Lesson 0002 · ~15 minutes
Computers route traffic by IP addresses (numbers like 13.224.10.5), not names. DNS (Domain Name System) is the global lookup system that translates portal.caseai.com into the IP address to actually connect to. That's the whole job (Route 53 docs).
Route 53 is just AWS's DNS service — a place where you create records for your domain:
| Record | Means | Example |
|---|---|---|
| A | "this name → this IP address" | caseai.com → 13.224.10.5 |
| CNAME | "this name → that other name" | portal.caseai.com → d1234.cloudfront.net |
You have already used DNS — every domain you've pointed at Cloudflare, every custom-domain CNAME in the Cloudflare dashboard, was you editing DNS records. Route 53 is the same dashboard page, different vendor.
A CDN (Content Delivery Network) is a fleet of cache servers in hundreds of cities. An edge server is whichever one sits closest to the user — at the "edge" of the network, as opposed to the origin, your actual application server (Cloudflare Learning Center — yes, your own vendor explains this best).
When a lawyer in Hong Kong opens the Case AI portal: the JS bundle, CSS, and logo come from an edge server in Hong Kong, not from a datacenter in Virginia. If the edge has the file cached → instant. If not → it fetches from the origin once, caches it, and serves the next thousand users locally.
The reason this feels new: on Cloudflare, the CDN is the platform — every Worker and Pages site you've shipped already ran on edge servers (this very lesson page is being served to your phone from a Cloudflare edge near you right now). AWS unbundles it: CloudFront is an explicit "distribution" you configure in front of an origin (an S3 bucket, or the ALB). Route 53 answers "what IP?", CloudFront answers from the nearest cache, and only dynamic requests travel on to your VPC.
The confusion is two words being used as one:
Lambda IS a backend — without a dedicated server. AWS keeps your function on disk and spins it up only when an event arrives (an HTTP request via API Gateway, an S3 upload, an SQS message). API Gateway + Lambda + DynamoDB is a complete production backend; thousands of companies run exactly that. You've built this pattern yourself — Buddy Ride's backend on Workers + Convex was serverless end-to-end. So no: if you use Lambda, you do not need another backend. The real question is different — when is a dedicated, always-on server (an ECS Fargate container) worth it? Five workload shapes:
| Driver | Why Lambda struggles | Case AI example |
|---|---|---|
| Long jobs | Hard 15-minute timeout | OCR + embed a 500-page filing |
| Persistent connections | Built per-event; WebSockets/streaming are awkward | Streaming an AI draft token-by-token to the portal |
| Latency floor | Cold starts add first-request delay | A lawyer-facing API that must feel instant |
| Steady high traffic | Per-invocation billing beats always-on only when traffic is spiky | The portal at constant weekday load |
| In-memory state | No durable process → no connection pools or warm caches (the classic Postgres-from-Lambda pain) | Pooled Aurora connections, cached prompts |
Interview sound bite: "Serverless doesn't delete the server's job — it slices it per event. I'd run the portal and API as Fargate services because they're steady, streaming, and DB-heavy, and use Lambda for event-driven glue: an S3 upload trigger, an SQS consumer. Any job that could exceed 15 minutes is automatically container work." (That's also AWS's own framing — decision guide.)
Abstract doctrine ("least privilege") becomes real like this. Your API container needs to read case documents from S3. In the real world you:
1. Create a role, e.g. case-api-task-role, that ECS tasks are allowed to assume (ECS task IAM role docs).
2. Attach a policy — a JSON allow-list of exactly what this service may do:
{
"Effect": "Allow",
"Action": ["s3:GetObject", "s3:PutObject"],
"Resource": "arn:aws:s3:::caseai-documents/*"
}
3. That's it. At runtime ECS injects short-lived credentials for that role into the container; the AWS SDK finds them automatically. Your code just calls s3.getObject(...) — no keys in env vars, no keys in code, nothing to leak or rotate by hand.
The daily texture of "using IAM" as an engineer: every new service gets its own role; every "can service X read bucket Y?" is a policy edit reviewed in a PR (IAM is code, via Terraform/CDK); and AccessDenied errors are a rite of passage — the fix is adding the one missing action, never reaching for a wildcard *. Humans, meanwhile, log in through SSO and assume roles too — nobody in a well-run shop holds permanent keys (IAM best practices).
Read Cloudflare's "What is a CDN?" (~10 min) — the clearest vendor-neutral explanation, and it doubles as an interview answer bank for latency/caching vocabulary. Skim "What is a CDN edge server?" after it.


▶ _TASK REQUIREMENTS_
All of the entries below should be printed exactly; the pictures are to be left out.

▶ _RECORD SET_
[Start of section]
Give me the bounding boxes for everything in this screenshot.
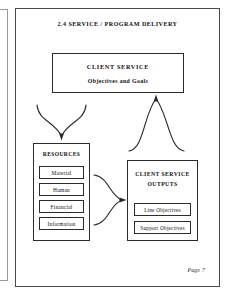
arrowhead-down-icon: [59, 134, 64, 141]
connector-outputs-to-objectives-left: [129, 99, 156, 151]
node-outputs-items: Line Objectives Support Objectives: [134, 203, 191, 234]
connector-outputs-to-objectives-right: [156, 99, 184, 151]
connector-resources-to-outputs-top: [94, 175, 122, 200]
page-title: 2.4 SERVICE / PROGRAM DELIVERY: [16, 21, 219, 27]
node-client-service-title: CLIENT SERVICE: [53, 63, 183, 70]
arrowhead-up-icon: [154, 95, 159, 102]
list-item: Line Objectives: [134, 203, 191, 216]
list-item: Information: [39, 217, 84, 230]
scanned-page-canvas: 2.4 SERVICE / PROGRAM DELIVERY CLIENT SE…: [0, 0, 234, 301]
node-resources: RESOURCES Material Human Financial Infor…: [33, 143, 90, 241]
node-resources-items: Material Human Financial Information: [39, 166, 84, 230]
connector-objectives-to-resources-left: [37, 105, 62, 136]
node-outputs-title-line1: CLIENT SERVICE: [128, 170, 197, 180]
page-number: Page 7: [188, 267, 206, 273]
page-sheet: 2.4 SERVICE / PROGRAM DELIVERY CLIENT SE…: [15, 8, 220, 287]
node-resources-title: RESOURCES: [34, 151, 89, 157]
connector-resources-to-outputs-bottom: [94, 200, 122, 225]
node-outputs-title: CLIENT SERVICE OUTPUTS: [128, 170, 197, 189]
adjacent-page-edge: [0, 9, 8, 281]
list-item: Financial: [39, 200, 84, 213]
node-client-service: CLIENT SERVICE Objectives and Goals: [52, 53, 184, 93]
node-outputs-title-line2: OUTPUTS: [128, 180, 197, 190]
list-item: Human: [39, 183, 84, 196]
arrowhead-right-icon: [120, 198, 127, 203]
list-item: Support Objectives: [134, 221, 191, 234]
node-client-service-subtitle: Objectives and Goals: [53, 78, 183, 84]
connector-objectives-to-resources-right: [62, 105, 87, 136]
node-client-service-outputs: CLIENT SERVICE OUTPUTS Line Objectives S…: [127, 160, 198, 241]
list-item: Material: [39, 166, 84, 179]
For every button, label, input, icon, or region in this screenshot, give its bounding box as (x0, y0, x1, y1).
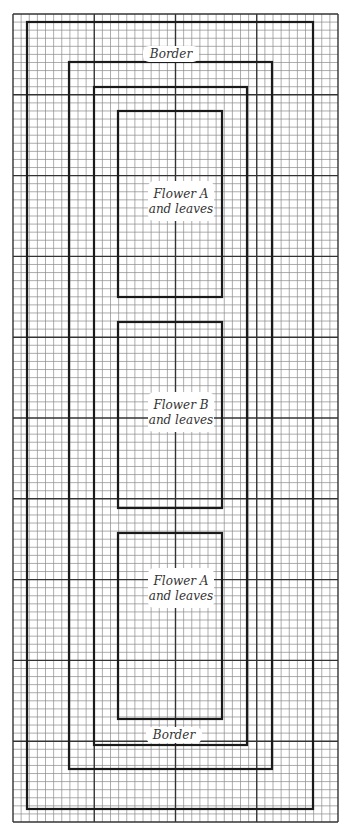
label-border-top: Border (143, 46, 199, 62)
label-text: and leaves (149, 589, 214, 603)
label-flower-a-bottom: Flower Aand leaves (148, 568, 214, 608)
label-text: Border (149, 47, 194, 61)
label-text: and leaves (149, 202, 214, 216)
label-text: Flower B (152, 398, 208, 412)
panel-flower-a-bottom (118, 533, 222, 719)
label-flower-b: Flower Band leaves (148, 392, 214, 432)
section-labels: BorderFlower Aand leavesFlower Band leav… (143, 46, 214, 743)
label-text: Flower A (153, 187, 209, 201)
chart-diagram: BorderFlower Aand leavesFlower Band leav… (0, 0, 351, 834)
label-text: Border (152, 728, 197, 742)
label-border-bottom: Border (146, 727, 202, 743)
label-text: and leaves (149, 413, 214, 427)
label-text: Flower A (153, 574, 209, 588)
label-flower-a-top: Flower Aand leaves (148, 181, 214, 221)
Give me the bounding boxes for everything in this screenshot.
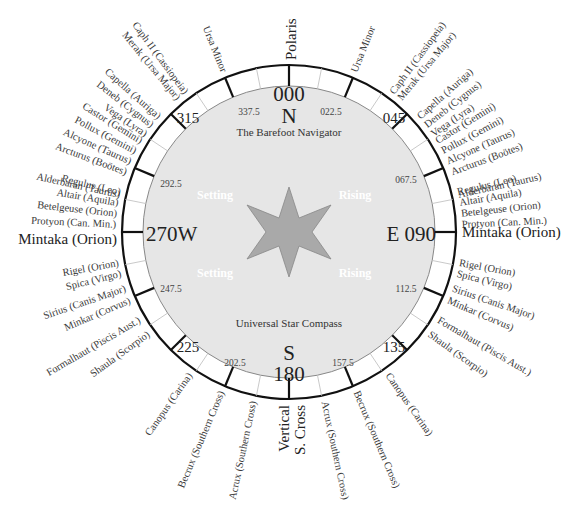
south-number: 180: [273, 362, 305, 386]
north-letter: N: [281, 104, 296, 128]
setting-lower: Setting: [197, 266, 233, 280]
bearing-067-5: 067.5: [395, 175, 417, 185]
bearing-292-5: 292.5: [160, 179, 182, 189]
star-label: Protyon (Can. Min.): [31, 215, 117, 231]
star-label: Canopus (Carina): [143, 370, 196, 438]
label-west-mintaka: Mintaka (Orion): [18, 231, 117, 248]
star-label: Becrux (Southern Cross): [176, 389, 228, 490]
north-number: 000: [273, 82, 305, 106]
west-label: 270W: [146, 222, 198, 246]
setting-upper: Setting: [197, 188, 233, 202]
bearing-202-5: 202.5: [224, 358, 246, 368]
bearing-247-5: 247.5: [160, 284, 182, 294]
star-label: Acrux (Southern Cross): [227, 400, 260, 501]
bearing-157-5: 157.5: [332, 358, 354, 368]
bearing-022-5: 022.5: [320, 107, 342, 117]
bearing-315: 315: [177, 110, 200, 126]
bearing-135: 135: [383, 339, 406, 355]
star-label: Becrux (Southern Cross): [351, 389, 403, 490]
star-label: Ursa Minor: [349, 24, 378, 74]
rising-upper: Rising: [339, 188, 372, 202]
rising-lower: Rising: [339, 266, 372, 280]
title-bottom: Universal Star Compass: [236, 317, 342, 329]
label-polaris: Polaris: [283, 18, 299, 60]
bearing-225: 225: [177, 339, 200, 355]
east-label: E 090: [386, 222, 436, 246]
bearing-045: 045: [383, 110, 406, 126]
star-label: Ursa Minor: [201, 24, 230, 74]
star-compass-diagram: The Barefoot Navigator Universal Star Co…: [0, 0, 580, 511]
star-label: Canopus (Carina): [383, 371, 436, 439]
compass-svg: The Barefoot Navigator Universal Star Co…: [0, 0, 580, 511]
bearing-337-5: 337.5: [238, 107, 260, 117]
label-vertical: Vertical: [276, 405, 292, 452]
bearing-112-5: 112.5: [395, 284, 416, 294]
star-label: Acrux (Southern Cross): [319, 400, 352, 501]
label-s-cross: S. Cross: [292, 405, 308, 455]
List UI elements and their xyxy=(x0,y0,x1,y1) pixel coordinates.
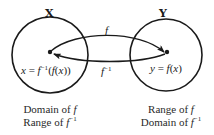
left-caption: Domain of f Range of f−1 xyxy=(14,103,86,129)
point-y xyxy=(165,50,169,54)
left-caption-line1: Domain of f xyxy=(14,103,86,116)
right-caption: Range of f Domain of f−1 xyxy=(135,103,207,129)
set-x: X x = f−1(f(x)) xyxy=(12,7,88,93)
arrow-f-label: f xyxy=(105,24,110,36)
set-x-label: X xyxy=(45,7,54,20)
set-x-circle xyxy=(12,17,88,93)
point-x-label: x = f−1(f(x)) xyxy=(20,64,71,77)
set-y-label: Y xyxy=(158,7,167,20)
arrow-f xyxy=(51,35,164,52)
set-y-circle xyxy=(130,19,202,91)
right-caption-line2: Domain of f−1 xyxy=(135,116,207,129)
right-caption-line1: Range of f xyxy=(135,103,207,116)
set-y: Y y = f(x) xyxy=(130,7,202,91)
arrow-f-inverse xyxy=(54,54,165,62)
left-caption-line2: Range of f−1 xyxy=(14,116,86,129)
point-y-label: y = f(x) xyxy=(149,62,182,75)
arrow-f-inverse-label: f−1 xyxy=(101,65,112,77)
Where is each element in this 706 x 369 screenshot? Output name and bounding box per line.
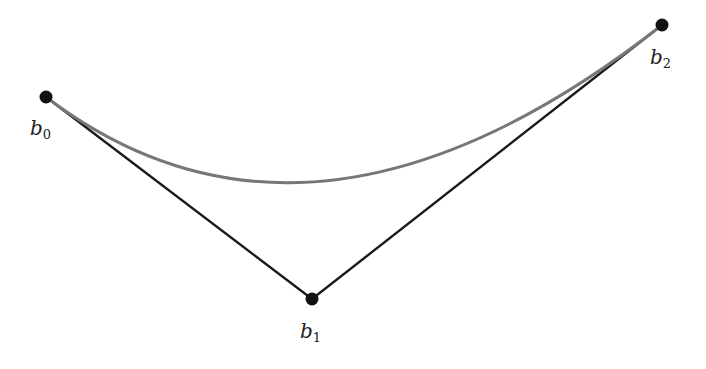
bezier-curve xyxy=(46,25,662,183)
control-point-b0 xyxy=(40,91,53,104)
bezier-diagram: b0b1b2 xyxy=(0,0,706,369)
point-label-b1: b1 xyxy=(300,319,321,345)
control-point-b2 xyxy=(656,19,669,32)
point-label-b0: b0 xyxy=(30,116,51,142)
control-points: b0b1b2 xyxy=(30,19,671,346)
point-label-b2: b2 xyxy=(650,45,671,71)
control-polygon xyxy=(46,25,662,299)
control-point-b1 xyxy=(306,293,319,306)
[End of section]
▶ _WRITTEN RESPONSE_
Give me the bounding boxes for everything in this screenshot.
arrowhead-down-icon: [59, 134, 64, 141]
connector-outputs-to-objectives-left: [129, 99, 156, 151]
node-outputs-items: Line Objectives Support Objectives: [134, 203, 191, 234]
connector-outputs-to-objectives-right: [156, 99, 184, 151]
connector-resources-to-outputs-top: [94, 175, 122, 200]
page-title: 2.4 SERVICE / PROGRAM DELIVERY: [16, 21, 219, 27]
node-client-service-title: CLIENT SERVICE: [53, 63, 183, 70]
arrowhead-up-icon: [154, 95, 159, 102]
list-item: Line Objectives: [134, 203, 191, 216]
list-item: Information: [39, 217, 84, 230]
scanned-page-canvas: 2.4 SERVICE / PROGRAM DELIVERY CLIENT SE…: [0, 0, 234, 301]
node-resources: RESOURCES Material Human Financial Infor…: [33, 143, 90, 241]
node-resources-items: Material Human Financial Information: [39, 166, 84, 230]
connector-objectives-to-resources-left: [37, 105, 62, 136]
node-outputs-title-line1: CLIENT SERVICE: [128, 170, 197, 180]
page-number: Page 7: [188, 267, 206, 273]
page-sheet: 2.4 SERVICE / PROGRAM DELIVERY CLIENT SE…: [15, 8, 220, 287]
node-resources-title: RESOURCES: [34, 151, 89, 157]
connector-resources-to-outputs-bottom: [94, 200, 122, 225]
node-outputs-title: CLIENT SERVICE OUTPUTS: [128, 170, 197, 189]
adjacent-page-edge: [0, 9, 8, 281]
list-item: Financial: [39, 200, 84, 213]
node-client-service: CLIENT SERVICE Objectives and Goals: [52, 53, 184, 93]
node-outputs-title-line2: OUTPUTS: [128, 180, 197, 190]
list-item: Human: [39, 183, 84, 196]
arrowhead-right-icon: [120, 198, 127, 203]
list-item: Support Objectives: [134, 221, 191, 234]
node-client-service-subtitle: Objectives and Goals: [53, 78, 183, 84]
connector-objectives-to-resources-right: [62, 105, 87, 136]
node-client-service-outputs: CLIENT SERVICE OUTPUTS Line Objectives S…: [127, 160, 198, 241]
list-item: Material: [39, 166, 84, 179]
For every button, label, input, icon, or region in this screenshot, give its bounding box as (x0, y0, x1, y1).
label-border-top: Border (143, 46, 199, 62)
label-text: and leaves (149, 589, 214, 603)
label-flower-a-bottom: Flower Aand leaves (148, 568, 214, 608)
label-text: Border (149, 47, 194, 61)
label-text: and leaves (149, 202, 214, 216)
label-text: Flower B (152, 398, 208, 412)
panel-flower-a-bottom (118, 533, 222, 719)
label-flower-b: Flower Band leaves (148, 392, 214, 432)
section-labels: BorderFlower Aand leavesFlower Band leav… (143, 46, 214, 743)
label-text: Flower A (153, 187, 209, 201)
chart-diagram: BorderFlower Aand leavesFlower Band leav… (0, 0, 351, 834)
label-text: Border (152, 728, 197, 742)
label-border-bottom: Border (146, 727, 202, 743)
label-text: and leaves (149, 413, 214, 427)
label-text: Flower A (153, 574, 209, 588)
label-flower-a-top: Flower Aand leaves (148, 181, 214, 221)
Give me the bounding boxes for everything in this screenshot.
south-number: 180: [273, 362, 305, 386]
north-letter: N: [281, 104, 296, 128]
setting-lower: Setting: [197, 266, 233, 280]
bearing-067-5: 067.5: [395, 175, 417, 185]
bearing-292-5: 292.5: [160, 179, 182, 189]
star-label: Protyon (Can. Min.): [31, 215, 117, 231]
star-label: Canopus (Carina): [143, 370, 196, 438]
label-west-mintaka: Mintaka (Orion): [18, 231, 117, 248]
star-label: Becrux (Southern Cross): [176, 389, 228, 490]
north-number: 000: [273, 82, 305, 106]
west-label: 270W: [146, 222, 198, 246]
setting-upper: Setting: [197, 188, 233, 202]
bearing-202-5: 202.5: [224, 358, 246, 368]
bearing-247-5: 247.5: [160, 284, 182, 294]
star-label: Acrux (Southern Cross): [227, 400, 260, 501]
bearing-157-5: 157.5: [332, 358, 354, 368]
bearing-022-5: 022.5: [320, 107, 342, 117]
bearing-315: 315: [177, 110, 200, 126]
bearing-135: 135: [383, 339, 406, 355]
star-label: Becrux (Southern Cross): [351, 389, 403, 490]
star-label: Ursa Minor: [349, 24, 378, 74]
rising-upper: Rising: [339, 188, 372, 202]
rising-lower: Rising: [339, 266, 372, 280]
title-bottom: Universal Star Compass: [236, 317, 342, 329]
label-polaris: Polaris: [283, 18, 299, 60]
bearing-225: 225: [177, 339, 200, 355]
east-label: E 090: [386, 222, 436, 246]
bearing-045: 045: [383, 110, 406, 126]
star-label: Ursa Minor: [201, 24, 230, 74]
star-compass-diagram: The Barefoot Navigator Universal Star Co…: [0, 0, 580, 511]
star-label: Canopus (Carina): [383, 371, 436, 439]
compass-svg: The Barefoot Navigator Universal Star Co…: [0, 0, 580, 511]
bearing-337-5: 337.5: [238, 107, 260, 117]
label-vertical: Vertical: [276, 405, 292, 452]
bearing-112-5: 112.5: [395, 284, 416, 294]
star-label: Acrux (Southern Cross): [319, 400, 352, 501]
label-s-cross: S. Cross: [292, 405, 308, 455]
List UI elements and their xyxy=(x0,y0,x1,y1) pixel coordinates.
left-caption: Domain of f Range of f−1 xyxy=(14,103,86,129)
point-y xyxy=(165,50,169,54)
left-caption-line1: Domain of f xyxy=(14,103,86,116)
right-caption: Range of f Domain of f−1 xyxy=(135,103,207,129)
set-x: X x = f−1(f(x)) xyxy=(12,7,88,93)
arrow-f-label: f xyxy=(105,24,110,36)
set-x-label: X xyxy=(45,7,54,20)
set-x-circle xyxy=(12,17,88,93)
point-x-label: x = f−1(f(x)) xyxy=(20,64,71,77)
set-y-label: Y xyxy=(158,7,167,20)
arrow-f xyxy=(51,35,164,52)
set-y-circle xyxy=(130,19,202,91)
right-caption-line2: Domain of f−1 xyxy=(135,116,207,129)
right-caption-line1: Range of f xyxy=(135,103,207,116)
set-y: Y y = f(x) xyxy=(130,7,202,91)
arrow-f-inverse xyxy=(54,54,165,62)
left-caption-line2: Range of f−1 xyxy=(14,116,86,129)
point-y-label: y = f(x) xyxy=(149,62,182,75)
arrow-f-inverse-label: f−1 xyxy=(101,65,112,77)
Where is each element in this 706 x 369 screenshot? Output name and bounding box per line.
bezier-curve xyxy=(46,25,662,183)
control-point-b0 xyxy=(40,91,53,104)
bezier-diagram: b0b1b2 xyxy=(0,0,706,369)
point-label-b1: b1 xyxy=(300,319,321,345)
control-point-b2 xyxy=(656,19,669,32)
point-label-b0: b0 xyxy=(30,116,51,142)
control-points: b0b1b2 xyxy=(30,19,671,346)
point-label-b2: b2 xyxy=(650,45,671,71)
control-polygon xyxy=(46,25,662,299)
control-point-b1 xyxy=(306,293,319,306)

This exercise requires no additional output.